Last fall a fellow librarian and I were asked to do a session at the Arkansas Library Association on federated searching. Just barely knowing what it was at the time, we hesitated. After some thought, we decided it would be a good way to learn about federated searching and agreed to do the session. In the beginning, the thought was "this is not good" and "it's too limited" and that was basically how we approached it.

We ended up having a ball doing the research and even got to test a couple of the available products. We were "converted." We definitely see a use (need) for this product, especially for undergraduate students (we're both academic librarians). Since then, every time we hear about a new federated search product or updates to an existing one, we're right there checking it out.

Which, in a round about way, brings us to the ALA conference. This year was my first time to attend ALA. Louisiana is my home state, so I was happy that my first ALA conference was also supporting New Orleans. I did even manage to throw in some site seeing. The sessions were good as were the Exhibits.

I have yet to see a federated search engine that I didn't think was cool. I've seen and played with CentralSearch by SerialsSolutions, which will incorprate Vivisimo's technology, providing clustered results and with Multi-Search by CSA. At conference I was able to look at several others that were also very cool: I looked at Ebsco's WebFeat Express (pretty nice); at Vubis' VSpaces, which looks to be very cool and will include an OpenURL resolver, and at Innovative Interfaces MetaFind, which will morph into something more when they launch Encore, which looked to also be very cool. I'll be interested to see it when they're ready to go.

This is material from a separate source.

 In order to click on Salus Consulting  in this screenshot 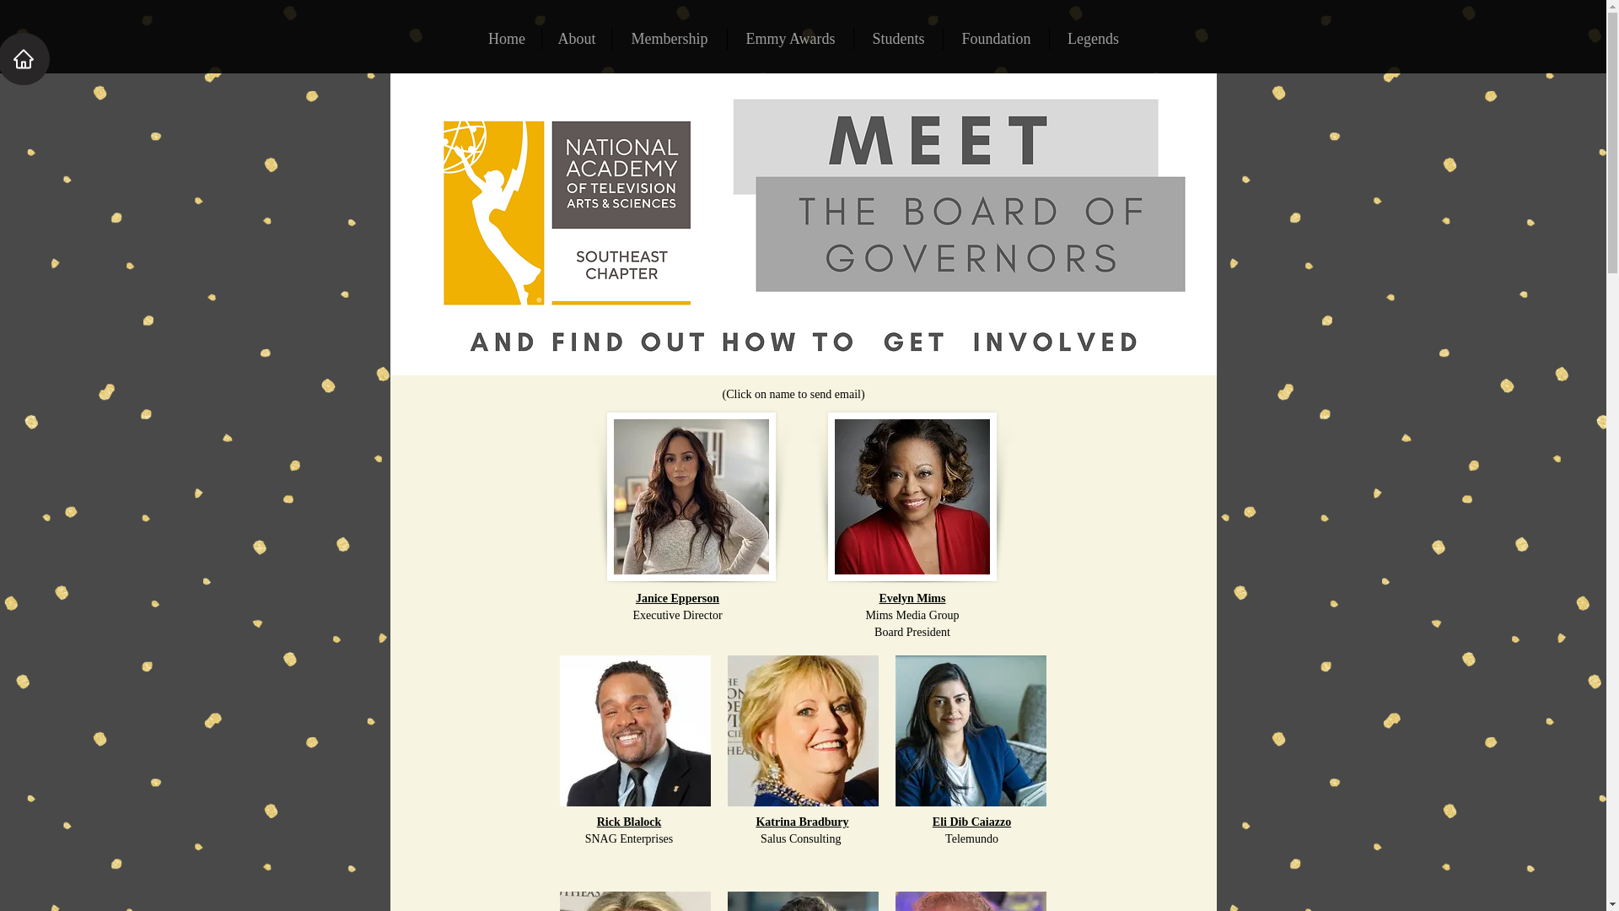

Most federated searching products will do the same thing - allow for subject groupings; incorporate web resources, library opacs, subscription databases; and show where the results are coming from (a feature we look for). Where you'll see differences is in appearance (how the interface looks); administration (who does it - you or the vendor); pricing (most do it by the number of connectors, where a connector can be a database, a search engine, a library, etc.), and fields search. When federated search engines first emerged, what fields they searched were limited. Now, we're seeing where abstracts and subject fields can be searched in addition to author, title, keyword. In short, what can be searched is improving by leaps and bounds.

We're still looking and will post what we find.